#academia
Two important articles published in the wake of Matthew Hedges’ conviction of espionage in the UAE last week are worth your reading time. While Matthew was released and able to return to the UK, his conviction has led to a reckoning among academics (particularly Westerners) conducting research in the Gulf and in the MENA region more broadly.
Thefirst is written by Jannis Grimm, a research associate in Berlin, for Open Democracy. Grimm argues that,
“…countless researchers with little to no experience in the region…parachuted into the post-uprising contexts to interview the Tahrir revolutionaries. This had consequences – including for seasoned scholars who, for years, had treaded lightly to conduct their research despite the authoritarian closure. When the Arab Spring gave way to an autocratic restoration, both newcomers and old hands were in for a rude awakening.”
What became evident after the death of Giulio Regeni and again after the arrest of Matthew Hedges is that in the mind of Arab autocrats, “…the deployment of western scholars to the Arab World represents nothing short of a foreign intervention perpetuating neo-colonial asymmetries.”

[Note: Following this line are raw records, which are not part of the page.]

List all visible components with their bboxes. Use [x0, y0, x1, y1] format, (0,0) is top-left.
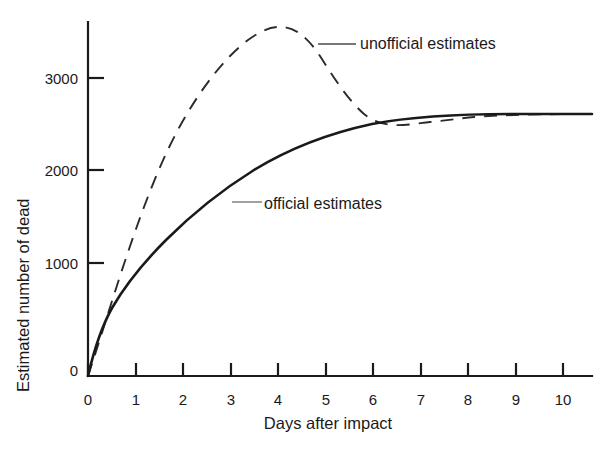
y-tick-label-1000: 1000 [18, 256, 78, 271]
x-tick-marks [88, 363, 563, 376]
annotation-label-official-estimates: official estimates [264, 196, 382, 212]
plot-area [0, 0, 613, 459]
x-tick-label-3: 3 [227, 392, 235, 407]
series-official-estimates [88, 114, 592, 376]
x-tick-label-2: 2 [179, 392, 187, 407]
x-tick-label-0: 0 [84, 392, 92, 407]
x-tick-label-7: 7 [417, 392, 425, 407]
x-tick-label-9: 9 [512, 392, 520, 407]
y-tick-label-2000: 2000 [18, 163, 78, 178]
x-tick-label-1: 1 [132, 392, 140, 407]
y-tick-label-0: 0 [18, 363, 78, 378]
x-tick-label-5: 5 [322, 392, 330, 407]
x-axis-title: Days after impact [88, 414, 568, 433]
x-tick-label-8: 8 [464, 392, 472, 407]
y-tick-marks [88, 78, 104, 263]
x-tick-label-6: 6 [369, 392, 377, 407]
y-axis-title: Estimated number of dead [14, 92, 33, 392]
chart-figure: Estimated number of dead 3000 2000 1000 … [0, 0, 613, 459]
annotation-label-unofficial-estimates: unofficial estimates [360, 36, 496, 52]
x-tick-label-4: 4 [274, 392, 282, 407]
x-tick-label-10: 10 [555, 392, 572, 407]
y-tick-label-3000: 3000 [18, 71, 78, 86]
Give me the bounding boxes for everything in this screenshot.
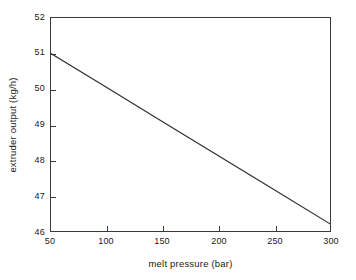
y-tick-label: 52 — [5, 13, 45, 22]
x-tick-label: 150 — [142, 237, 182, 246]
y-tick-label: 46 — [5, 228, 45, 237]
y-tick-label: 48 — [5, 156, 45, 165]
y-tick-label: 47 — [5, 192, 45, 201]
data-line-svg — [51, 18, 330, 231]
x-tick-label: 100 — [86, 237, 126, 246]
x-tick-label: 250 — [255, 237, 295, 246]
y-tick-label: 51 — [5, 48, 45, 57]
x-tick-label: 300 — [311, 237, 351, 246]
plot-area — [50, 17, 331, 232]
y-tick-label: 49 — [5, 120, 45, 129]
x-axis-title: melt pressure (bar) — [50, 258, 331, 269]
y-tick-label: 50 — [5, 84, 45, 93]
x-tick-label: 200 — [199, 237, 239, 246]
series-line-extruder-output — [51, 53, 330, 223]
chart-figure: extruder output (kg/h) 52 51 50 49 48 47… — [0, 0, 356, 280]
x-tick-label: 50 — [30, 237, 70, 246]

The second article by Edward Fox for al-Fanar media looks at the shifting red lines in MENA countries that Western researchers may not know how to interpret. The author writes,
“As a political science student who had previously lived in the Emirates, Hedges may have found that research that previously would have been possible had become too sensitive to pursue safely in a changing political climate. He may have inadvertently crossed a red line, a limit of the permissible, where previously no such red line existed.”
These incidents have spurred numerous discussions in academic circles that are producing resources in the form of courses, handbooks and other types of trainings to help students and researchers learn how to protect themselves as well as interview subjects. Further institutional constraints and protections have also been imposed by universities, but mostly exist to protect them, rather than researchers, from liability. As Grimm writes,
“…the new restrictions on field research have unwittingly contributed to a securitization and juridification of field research. What is more, many of the new constraints on research are helpful in theory – but they put the burden of dealing adequately with risks firmly on the individual researcher.”

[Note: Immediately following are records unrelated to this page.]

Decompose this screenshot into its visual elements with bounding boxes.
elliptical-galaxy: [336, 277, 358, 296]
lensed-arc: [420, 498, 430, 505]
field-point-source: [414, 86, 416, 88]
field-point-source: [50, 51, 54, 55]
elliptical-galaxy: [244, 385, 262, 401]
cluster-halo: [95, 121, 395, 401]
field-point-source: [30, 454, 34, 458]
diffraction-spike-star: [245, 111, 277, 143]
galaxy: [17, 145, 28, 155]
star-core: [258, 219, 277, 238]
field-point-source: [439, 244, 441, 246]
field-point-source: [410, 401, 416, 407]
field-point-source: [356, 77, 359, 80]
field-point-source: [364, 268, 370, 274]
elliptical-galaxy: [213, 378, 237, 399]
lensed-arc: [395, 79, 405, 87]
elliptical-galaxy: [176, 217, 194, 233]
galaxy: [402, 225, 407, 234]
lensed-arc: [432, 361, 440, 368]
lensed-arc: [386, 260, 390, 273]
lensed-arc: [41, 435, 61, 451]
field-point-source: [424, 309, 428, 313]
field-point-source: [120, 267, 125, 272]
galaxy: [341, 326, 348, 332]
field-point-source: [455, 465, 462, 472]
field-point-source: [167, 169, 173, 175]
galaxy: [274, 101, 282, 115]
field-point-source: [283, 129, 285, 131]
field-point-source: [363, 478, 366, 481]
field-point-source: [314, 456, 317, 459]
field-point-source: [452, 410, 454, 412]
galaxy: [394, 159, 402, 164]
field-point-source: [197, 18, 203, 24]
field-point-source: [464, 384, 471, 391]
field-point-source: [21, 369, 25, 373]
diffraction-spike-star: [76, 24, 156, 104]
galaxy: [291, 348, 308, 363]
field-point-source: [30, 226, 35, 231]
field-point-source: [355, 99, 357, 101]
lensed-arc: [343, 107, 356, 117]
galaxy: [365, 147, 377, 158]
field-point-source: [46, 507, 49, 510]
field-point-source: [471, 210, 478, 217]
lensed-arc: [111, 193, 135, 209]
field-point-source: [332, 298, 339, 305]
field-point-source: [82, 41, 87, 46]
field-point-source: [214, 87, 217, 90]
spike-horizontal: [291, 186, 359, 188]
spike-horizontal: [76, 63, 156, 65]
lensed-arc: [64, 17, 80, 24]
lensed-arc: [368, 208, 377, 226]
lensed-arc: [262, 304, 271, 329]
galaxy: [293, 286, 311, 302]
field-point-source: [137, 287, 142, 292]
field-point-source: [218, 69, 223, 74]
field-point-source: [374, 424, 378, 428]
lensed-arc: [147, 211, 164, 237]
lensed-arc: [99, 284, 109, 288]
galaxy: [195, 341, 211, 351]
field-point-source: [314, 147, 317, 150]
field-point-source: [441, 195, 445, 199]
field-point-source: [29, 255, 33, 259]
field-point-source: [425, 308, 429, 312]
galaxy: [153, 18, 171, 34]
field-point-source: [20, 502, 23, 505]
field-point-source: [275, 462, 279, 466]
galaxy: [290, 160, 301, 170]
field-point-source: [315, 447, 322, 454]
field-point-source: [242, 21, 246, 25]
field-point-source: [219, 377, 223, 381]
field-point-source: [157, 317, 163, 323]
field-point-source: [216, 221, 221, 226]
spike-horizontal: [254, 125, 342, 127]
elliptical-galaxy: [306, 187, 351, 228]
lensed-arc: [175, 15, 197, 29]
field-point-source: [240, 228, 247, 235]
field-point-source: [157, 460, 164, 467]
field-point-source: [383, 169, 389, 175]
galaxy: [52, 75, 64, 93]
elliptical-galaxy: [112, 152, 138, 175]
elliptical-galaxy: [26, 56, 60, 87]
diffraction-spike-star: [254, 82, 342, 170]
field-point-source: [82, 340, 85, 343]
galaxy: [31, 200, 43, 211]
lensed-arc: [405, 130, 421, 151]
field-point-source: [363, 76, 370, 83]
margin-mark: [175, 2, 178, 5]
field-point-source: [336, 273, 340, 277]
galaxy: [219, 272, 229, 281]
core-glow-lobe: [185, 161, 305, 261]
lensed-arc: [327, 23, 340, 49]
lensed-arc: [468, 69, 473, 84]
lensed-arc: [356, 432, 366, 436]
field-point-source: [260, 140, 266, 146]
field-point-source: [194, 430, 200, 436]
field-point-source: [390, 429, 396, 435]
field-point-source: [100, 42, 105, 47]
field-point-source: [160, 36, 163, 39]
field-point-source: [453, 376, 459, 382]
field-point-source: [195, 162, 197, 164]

Frank and honest discussions are needed so that individuals do not have to confront difficult questions and circumstances alone. Last week at the annual meeting of the Middle East Studies Association in San Antonio, Texas I attended a panel put together by Rabab el Mahdi from the American University in Cairo that addressed some of these issues. Further such platforms and opportunities for debate and discussion-especially for graduate students and junior scholars-are needed.
“All you have is your fire,
And the place you need to reach”
Hozier - Arsonist’s Lullaby
“I don’t know how to write love letters. But I wanted to tell you that my whole being opened for you. Since I fell in love with you everything is transformed and is full of beauty… Love is like an aroma, like a current, like rain. You know, my sky, you rain on me and I, like the earth receive you.”
Frida Kahlo
mostly shades of beige in the closet, going to modern Asian-themed tea shops in the middle of the city, coats that fall straight, simple two-toned stationery from Japanese shops, short black heeled boots, buns (messy or neat), hosting dimly lit dinner parties with graphic designers and people in high end retail, dark lips and no other makeup, a tenth story flat with at least one brick wall, reading about fashion and its history, pinterest as their only social media, sleek gloves in the winter, linen and canvas totes, very carefully curated bookshelves.

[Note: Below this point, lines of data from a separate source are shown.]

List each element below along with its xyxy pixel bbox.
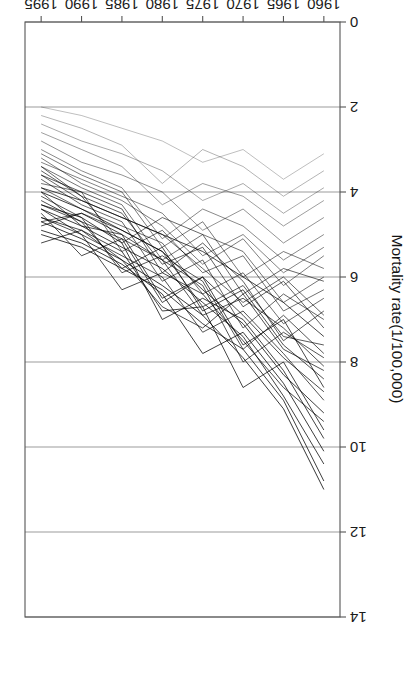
series-line <box>41 218 324 371</box>
chart-figure: 1960196519701975198019851990199502468101… <box>0 0 419 700</box>
chart-screenshot: 1960196519701975198019851990199502468101… <box>0 0 419 700</box>
y-tick-label: 4 <box>350 185 392 200</box>
series-line <box>41 107 324 179</box>
y-tick-label: 0 <box>350 15 392 30</box>
plot-frame <box>25 22 340 617</box>
series-line <box>41 124 324 213</box>
y-tick-label: 6 <box>350 270 392 285</box>
y-tick-label: 12 <box>350 525 392 540</box>
series-line <box>41 158 324 286</box>
y-axis-title: Mortality rate(1/100,000) <box>389 235 405 404</box>
y-tick-label: 10 <box>350 440 392 455</box>
y-tick-label: 14 <box>350 610 392 625</box>
y-axis-title-wrapper: Mortality rate(1/100,000) <box>389 235 405 404</box>
series-line <box>41 196 324 353</box>
y-tick-label: 2 <box>350 100 392 115</box>
series-line <box>41 230 324 451</box>
y-tick-label: 8 <box>350 355 392 370</box>
x-tick-label: 1995 <box>16 0 66 12</box>
series-line <box>41 235 324 482</box>
series-line <box>41 230 324 430</box>
series-line <box>41 213 324 345</box>
series-line <box>41 192 324 413</box>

lifestyles and aesthetics are different things. lifestyles are toxic, aesthetics are not.
examples:
lolita aesthetic: pink plaid skirts, cherry cola, dewy grass, picnics under the bright blue sky.
lolita lifestyle: taken advantage of by an old man, being manipulated, pedophiles, daddy issues, lifelong trust issues.
dark academia aesthetic: tweed blazers with elbow patches, winding forest paths, gothic architecture at your university, books scattered and random loose leaf pages.
dark academia lifestyle: drugs of all sorts, always sleep deprived and not in the fun way, obsession and destruction, mistrust, toxic relationships, living in fear.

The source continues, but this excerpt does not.